CIP Model IOI Process Letter
After executing NDA, interested buyers receive CIP, Model, IOI process letter. Buyers are excited to "dig-in". As an analyst, youre excited the buyer you forgot to send the NDA to didn't follow up.
Pre IOI Diligence Meetings
We speak with interested buyers. Buyers ask for data you don't have. Buyers will ask for "valuation guidance". You basically tell them to kick rocks, and submit a bid you can support in diligence. Pro-tip here - schedule these little fuckers for 15 minutes. All the information we have is in the CIP. 15 minutes is the perfect amount of time. "It just helps to get some dialogue" Fuck the fuck off. 15 minutes. Actually though: always get an agenda. Otherwise your left with 3 questions you didn't have an answer to and now have to send a written response.
Indication of Interest
You receive a number of bids. Most attractive bid is almost always the highest valuation. Although some buyers have not done much diligence work which makes the bid less attractive. You want a buyer who is serious and can support their bid through diligence. A tighter timeline (e.g. 45 days to sign) can make the bid attractive too.

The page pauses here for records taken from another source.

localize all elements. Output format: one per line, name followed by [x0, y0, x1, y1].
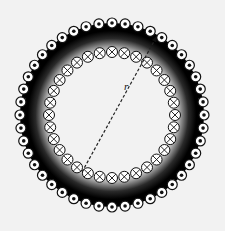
dot-conductor-icon	[145, 194, 155, 204]
dot-conductor-icon	[37, 50, 47, 60]
dot-conductor-icon	[191, 148, 201, 158]
dot-conductor-icon	[30, 60, 40, 70]
dot-conductor-icon	[16, 97, 26, 107]
dot-conductor-icon	[16, 123, 26, 133]
dot-conductor-icon	[177, 50, 187, 60]
dot-conductor-icon	[23, 148, 33, 158]
cross-conductor-icon	[82, 51, 93, 62]
dot-conductor-icon	[47, 180, 57, 190]
dot-conductor-icon	[167, 180, 177, 190]
dot-conductor-icon	[184, 160, 194, 170]
dot-conductor-icon	[47, 40, 57, 50]
cross-conductor-icon	[54, 74, 65, 85]
cross-conductor-icon	[159, 145, 170, 156]
dot-conductor-icon	[195, 84, 205, 94]
cross-conductor-icon	[54, 145, 65, 156]
cross-conductor-icon	[142, 57, 153, 68]
dot-conductor-icon	[81, 198, 91, 208]
cross-conductor-icon	[62, 65, 73, 76]
cross-conductor-icon	[82, 168, 93, 179]
cross-conductor-icon	[62, 154, 73, 165]
cross-conductor-icon	[131, 51, 142, 62]
dot-conductor-icon	[57, 33, 67, 43]
dot-conductor-icon	[157, 33, 167, 43]
cross-conductor-icon	[165, 134, 176, 145]
dot-conductor-icon	[30, 160, 40, 170]
dot-conductor-icon	[145, 26, 155, 36]
cross-conductor-icon	[151, 154, 162, 165]
cross-conductor-icon	[48, 85, 59, 96]
cross-conductor-icon	[44, 110, 55, 121]
dot-conductor-icon	[19, 136, 29, 146]
radius-label: r	[124, 80, 128, 92]
dot-conductor-icon	[133, 198, 143, 208]
dot-conductor-icon	[184, 60, 194, 70]
dot-conductor-icon	[195, 136, 205, 146]
toroid-svg	[0, 0, 225, 231]
dot-conductor-icon	[81, 22, 91, 32]
toroid-diagram: r	[0, 0, 225, 231]
cross-conductor-icon	[119, 171, 130, 182]
dot-conductor-icon	[157, 187, 167, 197]
cross-conductor-icon	[159, 74, 170, 85]
cross-conductor-icon	[170, 110, 181, 121]
cross-conductor-icon	[71, 162, 82, 173]
dot-conductor-icon	[120, 19, 130, 29]
cross-conductor-icon	[165, 85, 176, 96]
dot-conductor-icon	[15, 110, 25, 120]
dot-conductor-icon	[133, 22, 143, 32]
dot-conductor-icon	[23, 72, 33, 82]
dot-conductor-icon	[107, 202, 117, 212]
cross-conductor-icon	[107, 47, 118, 58]
dot-conductor-icon	[94, 19, 104, 29]
dot-conductor-icon	[19, 84, 29, 94]
cross-conductor-icon	[71, 57, 82, 68]
cross-conductor-icon	[168, 97, 179, 108]
cross-conductor-icon	[94, 171, 105, 182]
dot-conductor-icon	[198, 123, 208, 133]
dot-conductor-icon	[120, 201, 130, 211]
cross-conductor-icon	[107, 173, 118, 184]
cross-conductor-icon	[45, 97, 56, 108]
dot-conductor-icon	[198, 97, 208, 107]
dot-conductor-icon	[37, 170, 47, 180]
cross-conductor-icon	[94, 48, 105, 59]
dot-conductor-icon	[57, 187, 67, 197]
dot-conductor-icon	[191, 72, 201, 82]
dot-conductor-icon	[94, 201, 104, 211]
dot-conductor-icon	[69, 26, 79, 36]
cross-conductor-icon	[119, 48, 130, 59]
cross-conductor-icon	[131, 168, 142, 179]
cross-conductor-icon	[142, 162, 153, 173]
dot-conductor-icon	[69, 194, 79, 204]
dot-conductor-icon	[167, 40, 177, 50]
cross-conductor-icon	[151, 65, 162, 76]
dot-conductor-icon	[199, 110, 209, 120]
dot-conductor-icon	[107, 18, 117, 28]
cross-conductor-icon	[45, 122, 56, 133]
cross-conductor-icon	[48, 134, 59, 145]
cross-conductor-icon	[168, 122, 179, 133]
dot-conductor-icon	[177, 170, 187, 180]
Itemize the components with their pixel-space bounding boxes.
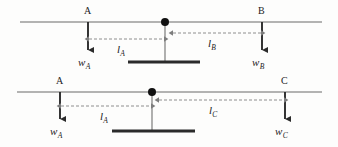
lever-diagram-bottom-graphics (0, 70, 338, 147)
pivot-dot-top (161, 18, 169, 26)
lever-diagram-top-graphics (0, 0, 338, 74)
lever-diagram-bottom: A C wA wC lA lC (0, 70, 338, 147)
figure-canvas: A B wA wB lA lB (0, 0, 338, 147)
pivot-dot-bottom (148, 88, 156, 96)
lever-diagram-top: A B wA wB lA lB (0, 0, 338, 74)
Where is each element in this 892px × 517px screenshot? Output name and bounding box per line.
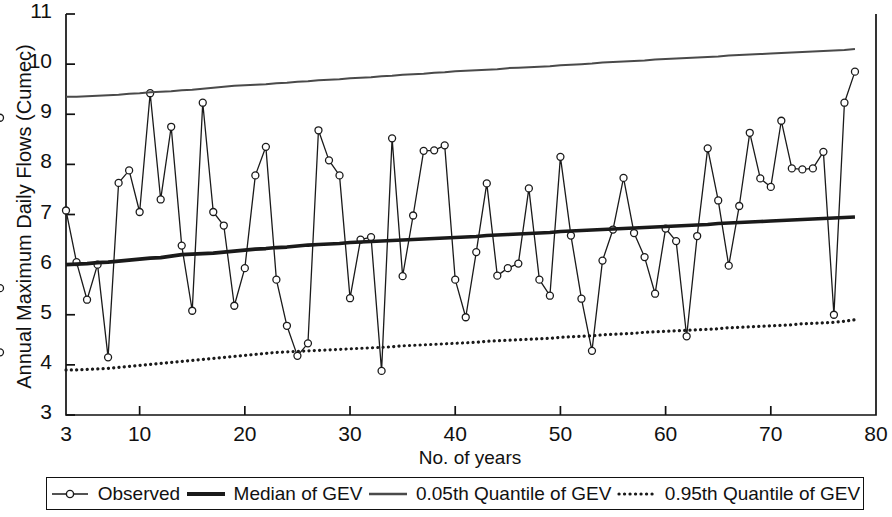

Buyer will have legal advisors draft an LOI. This will outline Sources and Uses, working capital at close, key employee plans, diligence advisors, assumptions that need to be supported during diligence (e.g. EBITDA adjustments). Biggest thing with LOI is exclusivity. When you move forward with a party at the LOI stage, the buyer gets exclusivity. Reason being the buyer will spend a considerable amount of money during diligence, so the buyer needs to be sure they will be able to make an informed buy or no buy decision without someone else swooping in and yoinking the your shitty company.
Diligence
You've got 8 diligence streams with 200+ requests heading straight for your bung hole. And those suckers have some velocity. Depending on the LOI, there can be some significant milestones that need to be met to keep exclusivity, so all data needs to get exchanged immediately. Ever heard of a "critical" request? Mother fucker they are all critical. Get used to the word "piecemeal". Just send it piecemeal. Also "velocity of data" But actually this part of the deal can be interesting. I enjoy talking about the why behind some of the requests, comparing data requests to other deals, and checking out the employee census file to compare dong size (salary).